Toronto Blue Jays second baseman Devon Travis (Peter Power/CP)

TORONTO – A well-wisher wanted to know how John Gibbons was holding up before Saturday’s game.

“I’m good, I never panic,” the Toronto Blue Jays manager said. “Timing’s bad, but we’ll bounce back. These guys always do.”

He’s been around here for so long now – won a bit, lost more – that it’s easy to forget that this is the first time Gibbons has managed a team defending a division title. Last year, they were the guys chasing the brass ring and people were talking about the virtues of experience.

This season? The same experience that made Jose Bautista, Edwin Encarnacion, Josh Donaldson and Troy Tulowitzki going concerns has become something else: It’s become age.

Gibbons was asked after Saturday’s 3-2 win over the Boston Red Sox – one of the few breaths of fresh air in what has been an oppressive week both in terms of the weather and the standings – whether the players-only meeting his team held might have had something to do with the outcome. He was asked what they’re like. There are times when it pays to remember that this is a hockey city, that there are people out there who actually believe these things make you “try” harder. Gibbons shrugged? He’s never been in a players-only meeting at the Major League level.

It was a first for Devon Travis. He found it “pretty awesome.”

Eh?

“I got chills throughout that meeting,” said Travis, who due to injury was a spectator during the 2015 September drive. “Guys in that room I grew up watching and idolizing … to have them in the room spreading advice and pumping guys up was just so incredible for me. It’s something I will never forget and it’s something hopefully I can pass along when I’m older.”

Crisis? What crisis? The Blue Jays players were told about the meeting in a text from travelling secretary Mike Shaw. It was a reaction to Friday’s sloppy, error-filled loss and with it being a day game after a night game the temptation for Gibbons had to be to maybe sit Melvin Upton Jr.

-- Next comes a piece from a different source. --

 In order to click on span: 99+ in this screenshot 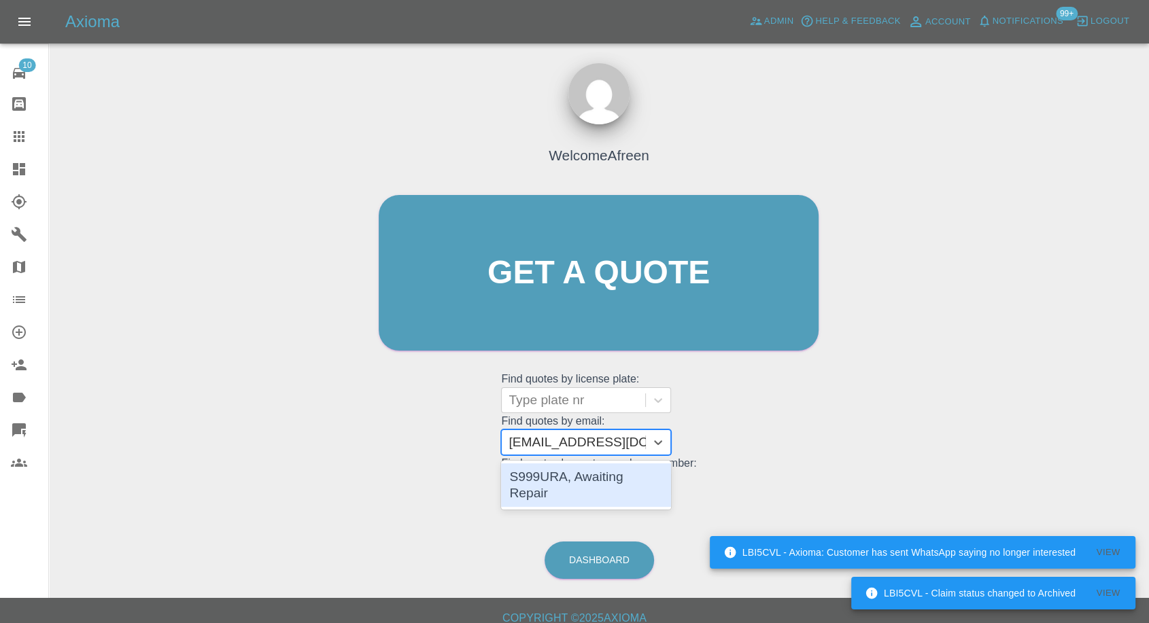, I will do `click(1067, 14)`.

But no, Gibbons decided blowing up the lineup after a players’ meeting would give ammunition to those who believe 30 guys keeping the door closed to the media before a game is a sign of panic. Besides, with the Red Sox sending out a left-handed starter, Upton’s bat was going to be important – same with Travis, who had been beset by all sorts of defensive gremlins in the past two weeks.

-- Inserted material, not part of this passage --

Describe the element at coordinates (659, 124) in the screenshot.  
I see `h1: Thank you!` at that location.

Upton, of course, had a clutch two-run home run Saturday. Travis extended his hitting streak to seven games, collecting half of his team’s six hits including his 22nd double in 82 games.

Gibbons could have kept Upton out, maybe put Dalton Pompey in and maybe even Ryan Goins in at second for his glove and to give Travis a rest. Travis handled four plays with aplomb, spinning for a throw on a neat force out of the lead runner, Hanley Ramirez, on a fielder’s choice off the bat of Brock Holt after Ramirez opened the ninth with a lead-off walk. Vote of confidence rewarded.

“He’s a young kid, so you have to show confidence in him or you could lose him,” Gibbons said of Travis. “I’ll be the one to wear it until we heat up.”

Think about this: The central figures in a skid-stopping win when it all seemed to be coming apart was a guy who was almost booed off the field Friday night and a kid who had played one month of Major League Baseball – albeit a very good month – before this season … and J.A. Happ (J.A. Freaking Happ!), the same guy who when he was with the Blue Jays two years ago exhibited some of the worst body language you’ve ever seen. A tall, gangly guy capable of a fluid, easy 93 miles per hour who seemed to shrink in front of your eyes in a dicey situation. No more.

Funny game, this. Experience becomes old age when it all starts to break down. Low-key, unemotional, monotony becomes unflappability when you need it the way the Blue Jays needed it Saturday. It becomes a tonic. What once was, isn’t and what once wasn’t, is.

“In this game, you need the shortest memory possible,” said Travis. “Yeah … I need to pick it up a little bit. I play this game with a lot of energy and sometimes that can be a bit of a problem. You have to slow this game down sometimes, because it’s fast enough and hard enough as it is.”

Sometimes, just getting out of the way helps, too.